Thomas Holloway, founder of Royal Holloway University and Holloway Sanatorium, was born September 22nd, 1800 in Devonport, a small town near Plymouth. Thomas Holloway was raised in an entrepreneurial family and would follow proudly in the footsteps of his parents.

After his education in Camborne, Cornwall, he spent a brief stint in London before relocating to Roubaix, France. Though documentation of Holloway’s time in Roubaix is slim, he seems to have made a comfortable living for the few years he was there. In 1831 he returned to London and by 1836 was working as foreign and commercial agent. This is where the saga of Holloway’s wealth begins. After fostering connections with Felix Albinolo, an Italian who manufactured and sold all purpose ointment, Holloway embarked on his own business venture.

Holloway’s Medicine and Fortune

Holloway made his money in pills and ointments, attractively packaged, and aimed at the middle and upper middle classes of society. It claimed to be a cure for a variety of things including jaundice, gout, bad legs, and wounds.

Holloway was one of the first to realise the potential of advertising and though it originally put him in debt, it paid off over time and his advertisements began to appear all over the world even including one by the Great Pyramid in Egypt.


Holloway Sanatorium

Wood-engraving from the ‘Illustrated London News’, 5 January 1884

The sanatorium, conceived by Thomas Holloway was designed in an sumptuous Franco-Gothic style by W. H. Crossland and built between 1873 and 1885. It was officially licensed by the Commissioners of Lunacy on the 12th of June 1885 and was officially opened by the Prince of Wales on the 15th June.

When completed the Sanatorium was capable of housing 300, an increase of 100 more inhabitants than was originally planned for.
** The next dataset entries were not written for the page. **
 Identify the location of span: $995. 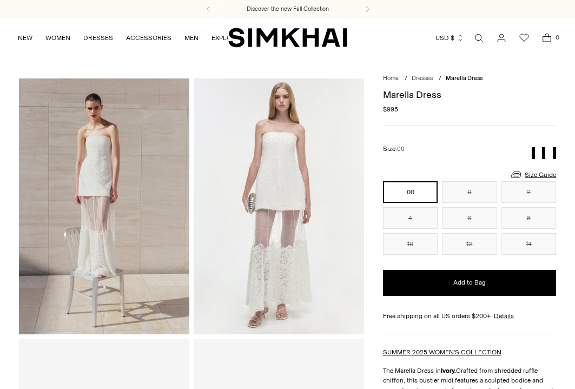
(391, 109).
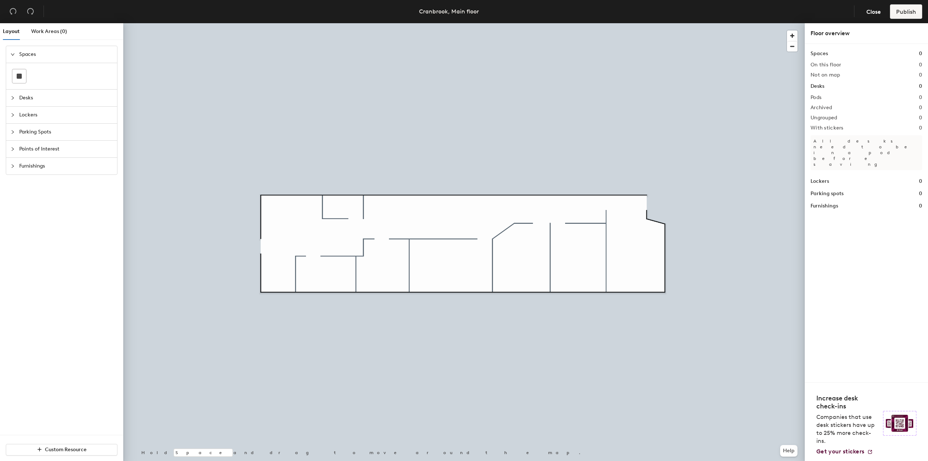 The height and width of the screenshot is (461, 928). Describe the element at coordinates (874, 12) in the screenshot. I see `button: Close` at that location.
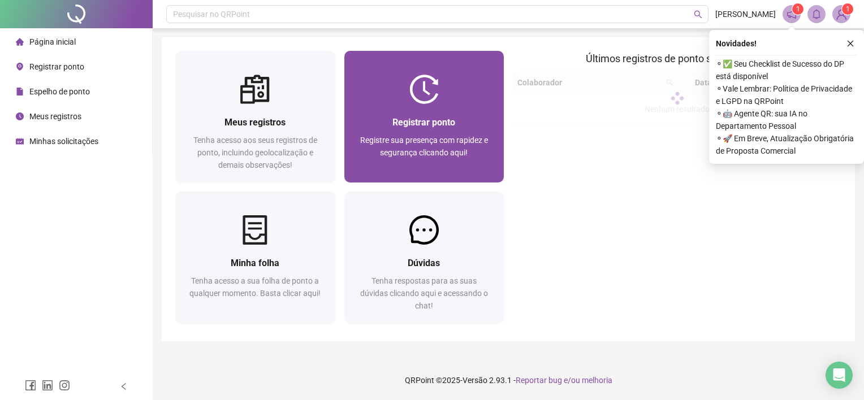 The width and height of the screenshot is (864, 400). Describe the element at coordinates (787, 70) in the screenshot. I see `span: ⚬ ✅ Seu Checklist de Sucesso do DP está disponível` at that location.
The cost of construction and furnishing was £320,000 which is equivalent to over £21 million in today’s currency.

Holloway College

A Tuck Card published by the now defunct Raphael Tuck & Sons

Royal Holloway was built between 1879 and 1886 on a 38 hectare plot of wooded land. The college was opened by Queen Victoria in June 1886 and would welcome it’s first students on October 3rd, 1887.

By 1900 the College became part of the University of London family and in 1965 allowed the first male undergraduates. In 1985 the University merged with Bedford College to become Royal Holloway and Bedford New College.

Since 1992 the University has operated under the title Royal Holloway, University of London, colloquially known as “RHUL”.